The restaurant was originally opened in 1953 by Olive and Vincent Visockis, who also owned a dairy farm along Route 69.

“I believe they used the restaurant as an outlet for some of their milk and ice cream,” Carol Jones said.

The Joneses, who moved to Prospect in 1971, frequented the restaurant and got to know the Visockis family.

“One time Olive came over and said, ‘How would you like to own a restaurant?’ I looked at her and said, ‘I never even worked at a restaurant, let alone owned one.’ But it was a good deal and it was close to home, so we decided to buy it,” Carol Jones said.

The Joneses officially took over the restaurant on Nov. 1, 1984.

“It was something of a catastrophe in the beginning. Our first breakfasts we would get notes back with them saying, ‘This is the worst breakfast I ever had,’” John Jones recalled.

Carol Jones also remembered some difficult times at the beginning.

“The first day I was taking a pie out of the oven and it collapsed in my hands, all over my hands. I got burnt. So that should have been an omen to leave, but I didn’t,” Carol Jones said.

Instead, the Joneses quickly realized they needed to hire a good cook to help get things in order.

Hiring a cook wouldn’t be the only change they would make.

When the Joneses took over the restaurant the menu featured ice cream and only hotdogs and hamburgers for dinner, Carol Jones said.

They scouted out the menus at other area eateries.

“I think it’s something I myself would like. If I go out for dinner I don’t want a hamburger or hotdog. I’d prefer a meat and potatoes kind of dish,” Carol Jones said. “We started with a lot of homemade dinners — meat and potatoes, meatloaf, chicken, shepherd’s pie. And we kept with that and that seems to really work.”

The Joneses also wanted to attract families with children so the restaurant began offering children’s meals served in a paper classic car container which comes with candy and a toy.

“That was something I started. I was looking for something to attract more children,” Carol Jones said. “Being ‘50’s themed I thought the cars would fit right in.”

While the restaurant tries to keep the feel of the 1950’s style for the customers the Joneses have updated and expanded much of the original restaurant. The only original piece of equipment in the restaurant is the milkshake maker, according to Carol Jones. The shakes themselves are still served in the original canisters they were when the restaurant first opened.

“John has rebuilt the mixer a couple times. That’s the only real tradition we kept on,” Carol Jones said.
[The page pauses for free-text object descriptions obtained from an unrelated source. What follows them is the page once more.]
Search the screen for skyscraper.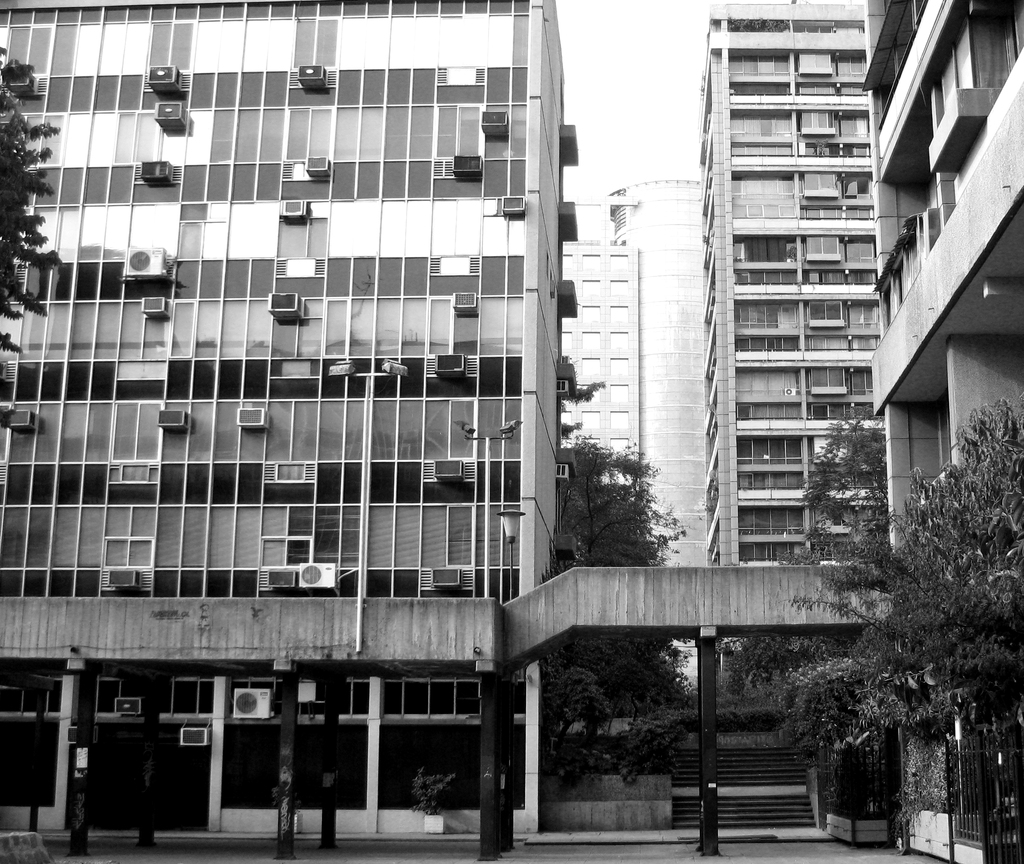
Found at 859,3,1023,569.
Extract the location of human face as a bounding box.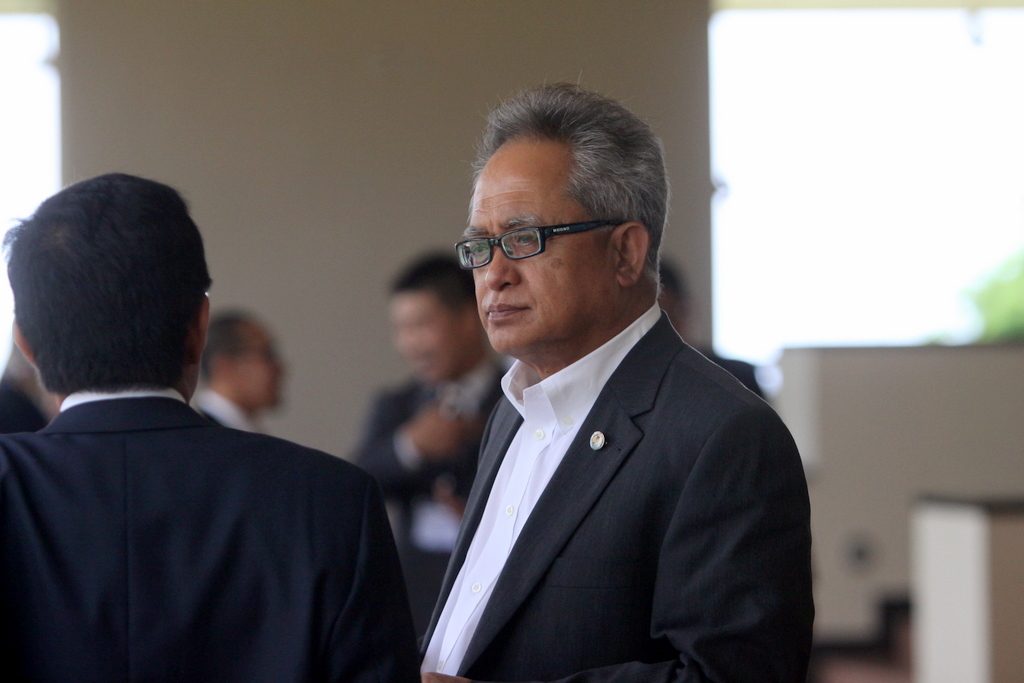
{"left": 461, "top": 137, "right": 620, "bottom": 343}.
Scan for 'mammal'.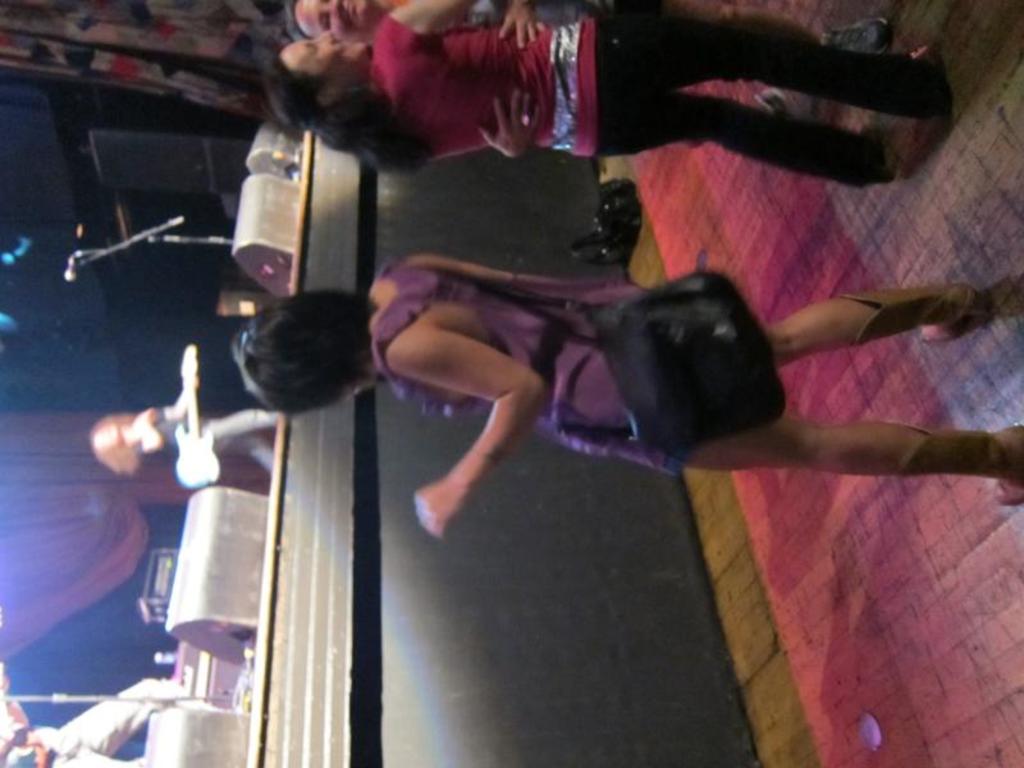
Scan result: 0,675,206,767.
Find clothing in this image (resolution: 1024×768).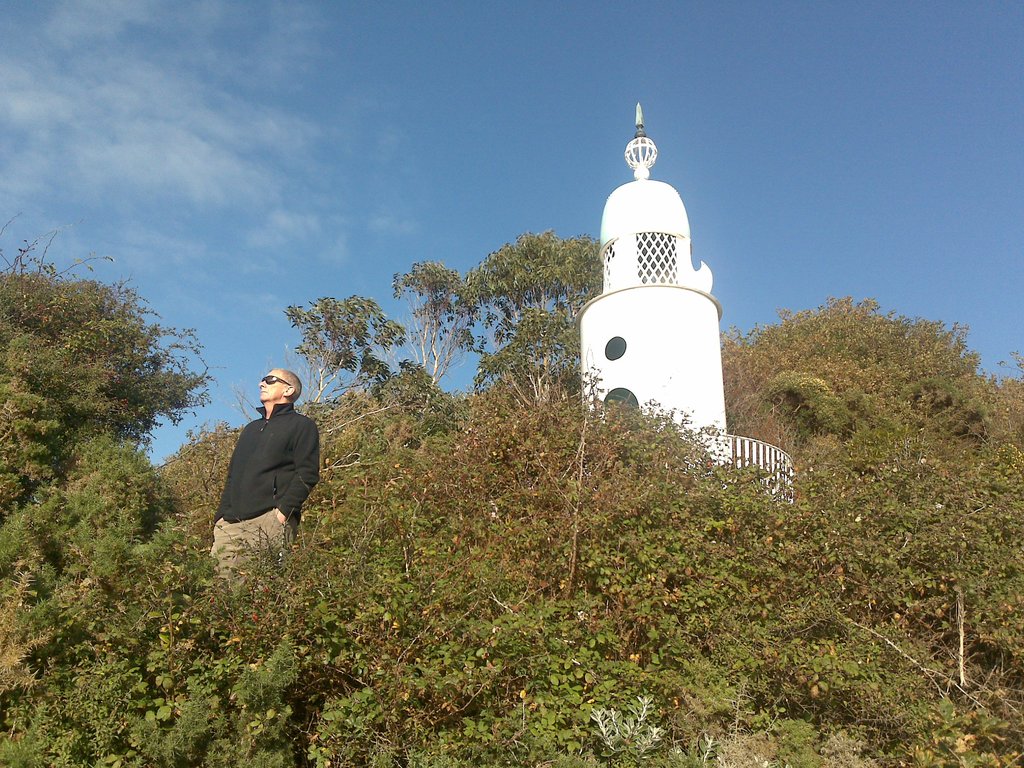
bbox(207, 378, 325, 554).
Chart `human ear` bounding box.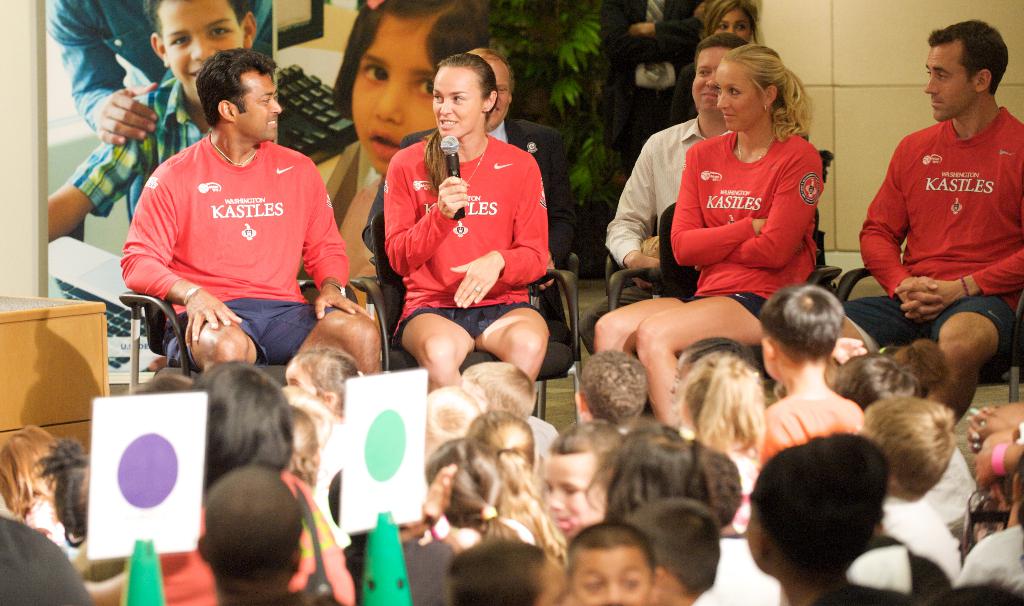
Charted: 762, 339, 776, 363.
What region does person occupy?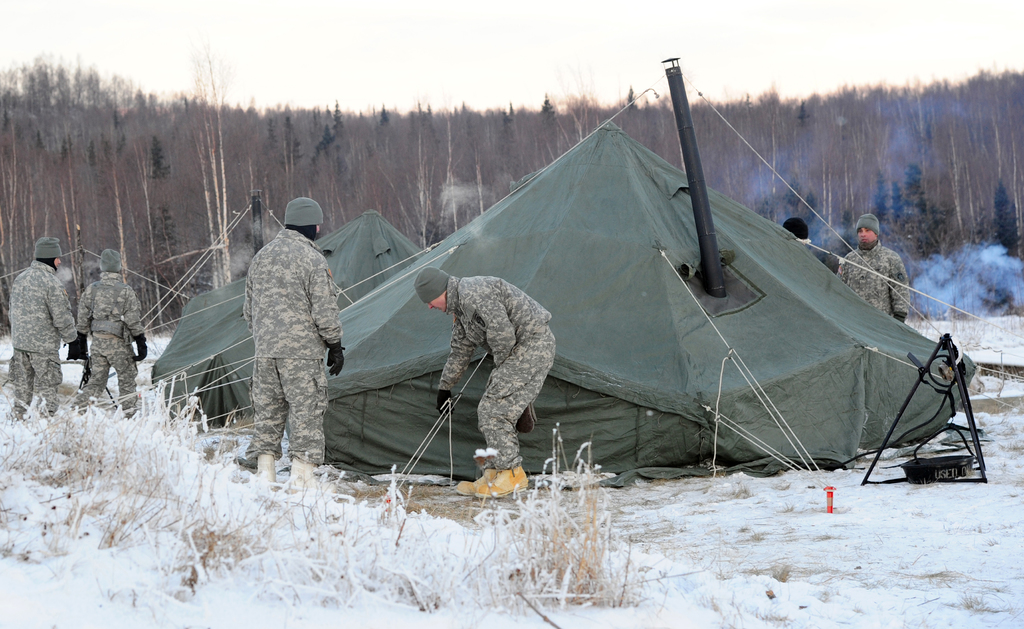
bbox=(415, 266, 560, 502).
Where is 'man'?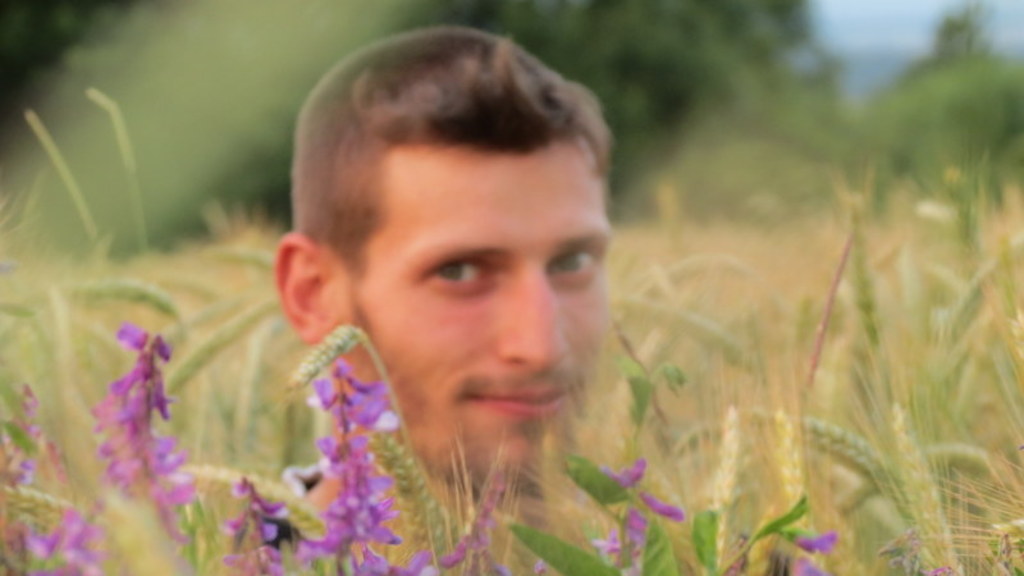
[252, 125, 654, 550].
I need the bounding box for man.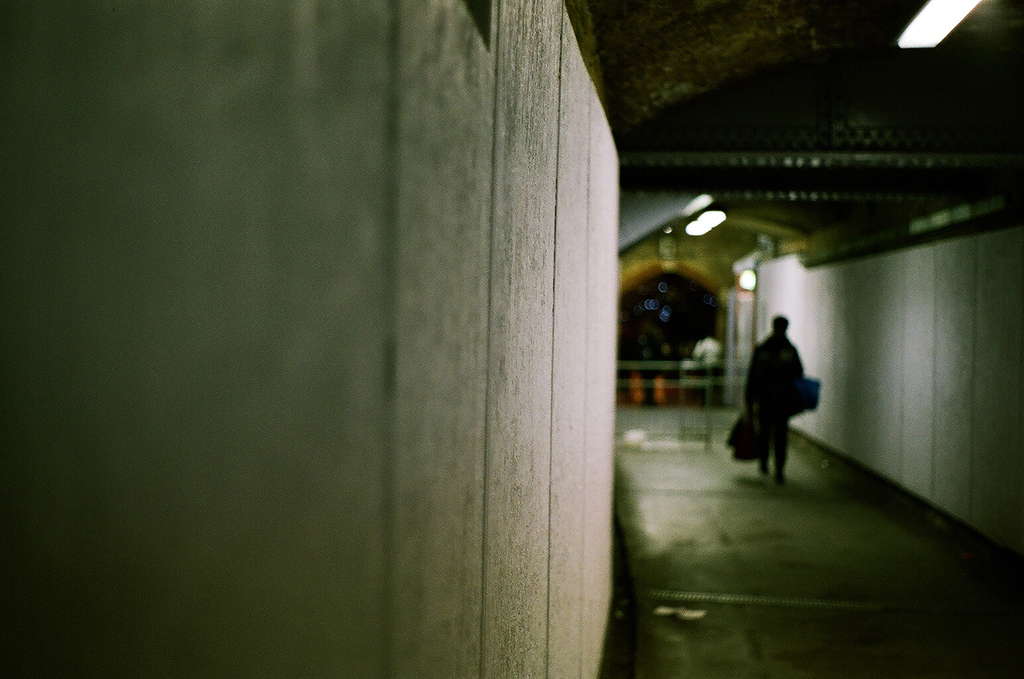
Here it is: 737,316,824,480.
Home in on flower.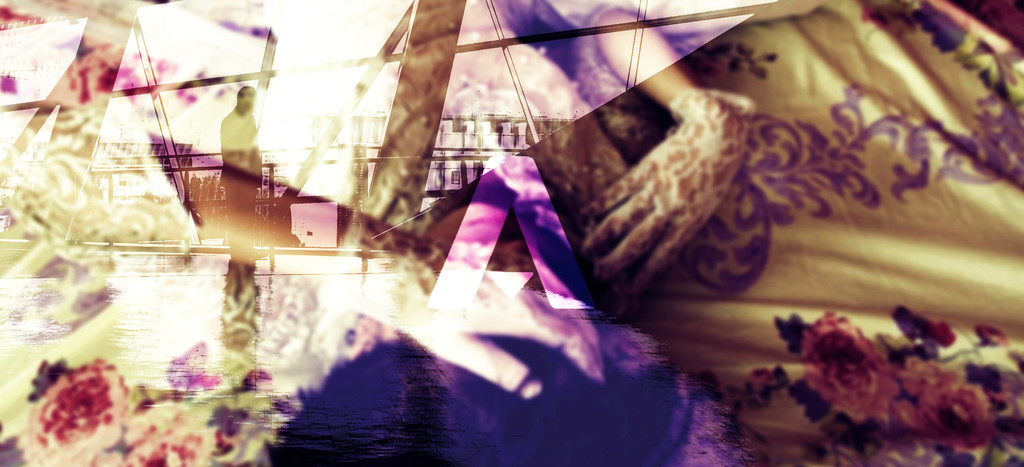
Homed in at detection(931, 387, 987, 453).
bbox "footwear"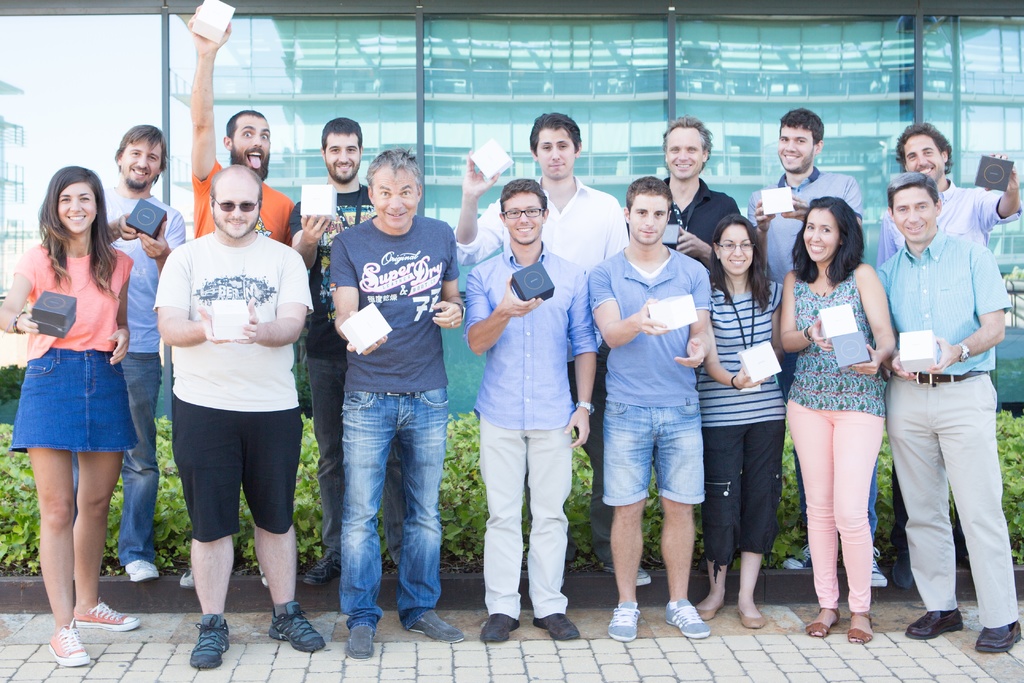
<region>74, 594, 138, 630</region>
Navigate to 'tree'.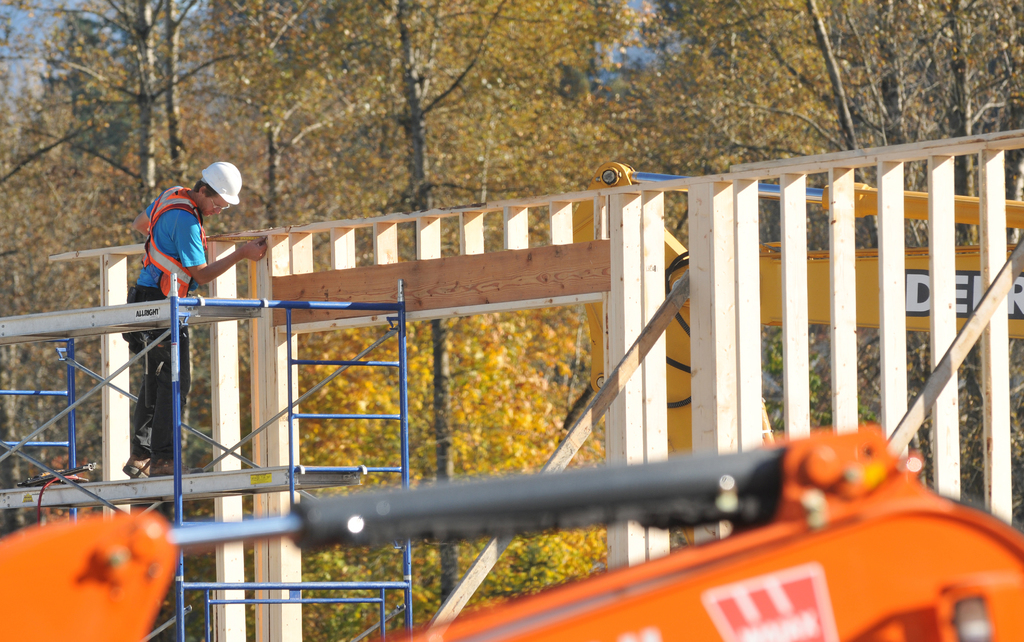
Navigation target: [x1=0, y1=0, x2=445, y2=601].
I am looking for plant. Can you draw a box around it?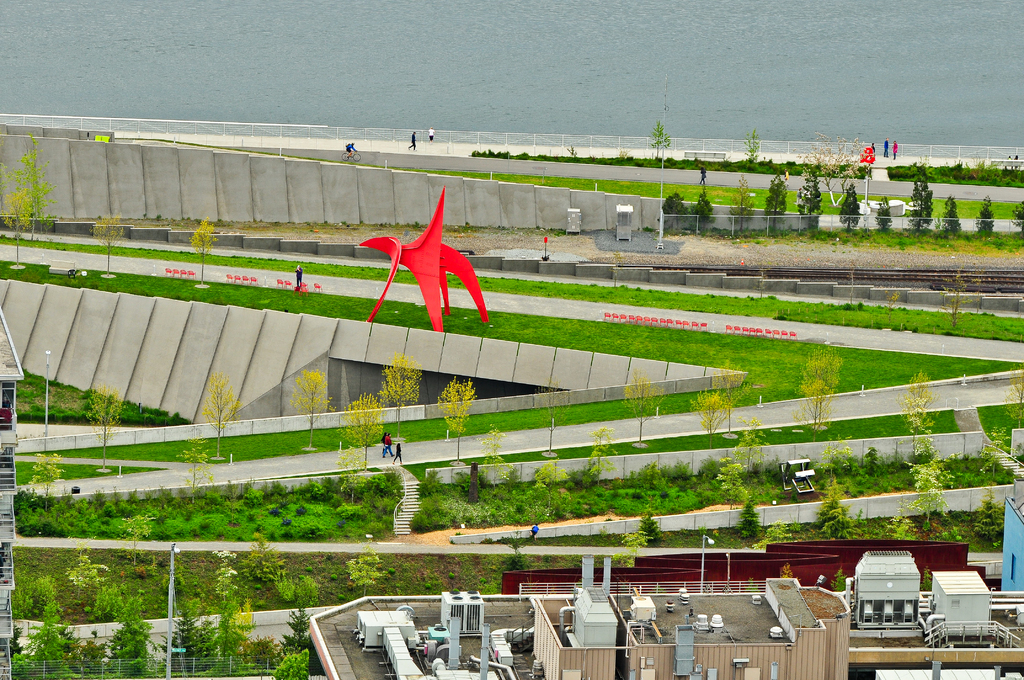
Sure, the bounding box is bbox(653, 121, 676, 166).
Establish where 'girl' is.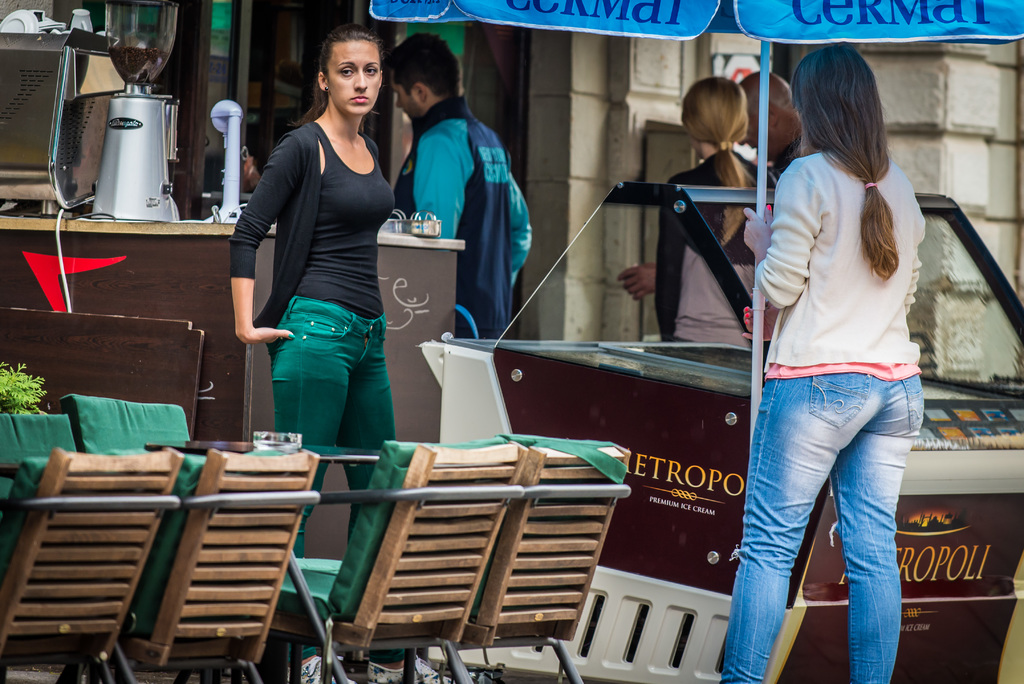
Established at <box>658,77,776,344</box>.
Carol and John Jones have owned and run the Prospect Dairy Bar, which opened in 1953, for the past 30 years. –LUKE MARSHALL
Carol and John Jones have owned and run the Prospect Dairy Bar, which opened in 1953, for the past 30 years. –LUKE MARSHALL

The restaurant also has a painting on the wall from a local artist, Edi Harrison, who painted it in the 1950’s. The painting depicts what the town looked like at that time and includes the Town Hall, the Congregational Church, St. Anthony’s Church, a typical looking house from that time and the Visockis’ dairy farm.

Carol Jones feels one thing that has kept the restaurant in business for more than six decades has been the people’s loyalty to their town businesses.

“I think, for one thing, the people in the town kind of like to go to the establishments in town,” Carol Jones said.

Over the years, the Joneses have seen the town grow from about 4,000 residents to over 9,000 people.

“It helps because we have a traffic light out there now. So the traffic light slows traffic down so they can look over and say, ‘Oh, a dairy bar, let’s go see what they have,’” Carol Jones said.

In addition to celebrating 30 years of running the Prospect Dairy Bar the Joneses have something else to be thankful for this year.

“We just paid the last mortgage payment on the Dairy Bar; 30 years and we just made the last payment,” Carol Jones said.

After the Joneses celebrate by taking a vacation somewhere warm they will both return right back to work and don’t show any signs of slowing down any time soon.

“Right now the future is unclear. I can’t picture either one of us being retired. We don’t know what we’d do with ourselves,” Carol Jones said.